To begin with, I was slightly overconfident with my ideas
because I had spent so much time studying the girls around me. I was jealous of
their pretty clothes and how the boys chased them. I so badly wanted to run in
their circle but as we all know, that was not going to be possible for years to
come. To begin with, there were so many smaller circles to negotiate before I
could advance. So many, I could barely keep track of them all. I had a LONG way
to go.
To put it all into perspective, if you remember the Hula
Hoop craze, with the round hoop you put on your hips, arms or even neck and
spun it around. I was so uncoordinated, I had a difficult time playing with one
as I grew up. If I could not even spin a simple hoop around my hips, how was I
ever going to accomplish anything vastly different such as changing my gender
identity. For the most part, I was naïve and did not understand all the
complexities I was facing. While I was obsessed for years looking like a
woman, I should have been obsessed with knowing what a woman was really all
about. I remained too new to the gender game to be allowed to enter woman
only spaces, or what I refer to as the girl’s sandbox.
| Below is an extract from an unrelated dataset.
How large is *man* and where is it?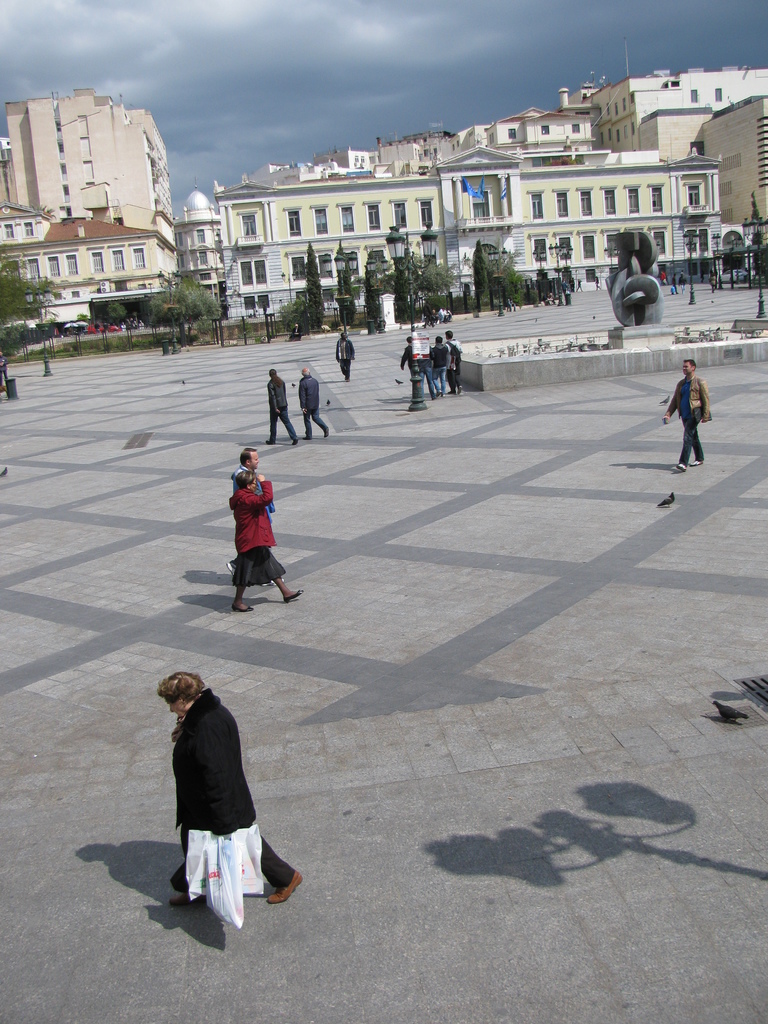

Then in the middle years of my life when I began to explore
the world more and more as a transgender woman, it seemed I had too many hoops
or circles in the air. So many, in fact I kept making wrong choices such as the
wigs I wore and how I misconstrued how I needed to look to blend in with the
public. Instead of dealing from transfeminine strength, I was dealing with my
old male ego hanging on and causing problems. I was stuck in my so-called teen cross-dressing
years until I rapidly outgrew them in my thirties. Better choices of fashion
and makeup helped me to overcome my testosterone body flaws and blend in with the
other women who may have had traces of my problems with their body too. Even
with all my newfound success, I was still having a difficult time closing my
circles. My major problem was I did not completely realize how difficult it
would be to stop a life and start over from a completely different point.
As I chased my Mini skirted tail, I had plenty of time to
consider what I was doing with my life. In fact, too much as every spare moment
I had, I was daydreaming of the next time I would spend as a transgender woman
and what I would wear. I am surprised now I had kept my mind on my job enough to
be promoted to an upper management position. I would love to have a portion of
the time back I wasted. Perhaps, the sky would have been the limit for my male life,
but it was not to be because I could not stop until my gender circle was
closed.
It finally took a close circle of cisgender women around me to
help me through my crisis. My current wife Liz in particular who told me she had
never seen any masculine in me at all when I was still living part time as a
man. It was the final shove I needed to reach out and close my transgender
circle for good.
I don’t think I gained any physical coordination from
transitioning, but I am sure I gained mental help when I long neglected woman
side took over. I found part of feminine privilege came when I was allowed to
participate in a softer side of life which did not revolve pushing and
blustering my way through. My new circle involved more mental gymnastics with
other women to see where they were coming from, as well as dealing with a passive
aggressive side of life.
Not going in circles anymore was a wonderful experience. All
my trial-and-error times in the world as a novice transgender woman came back
to help me when I made the final transition to where I always wanted to be. No
more spinning hoops to deal with which were destroying my mental health. To be
sure, all of my bi-polar depression issues did not go away but the overlaying
gender issues did. It sounds easy for me now, but all I needed to do all along
was listen to my true self and close my gender circle.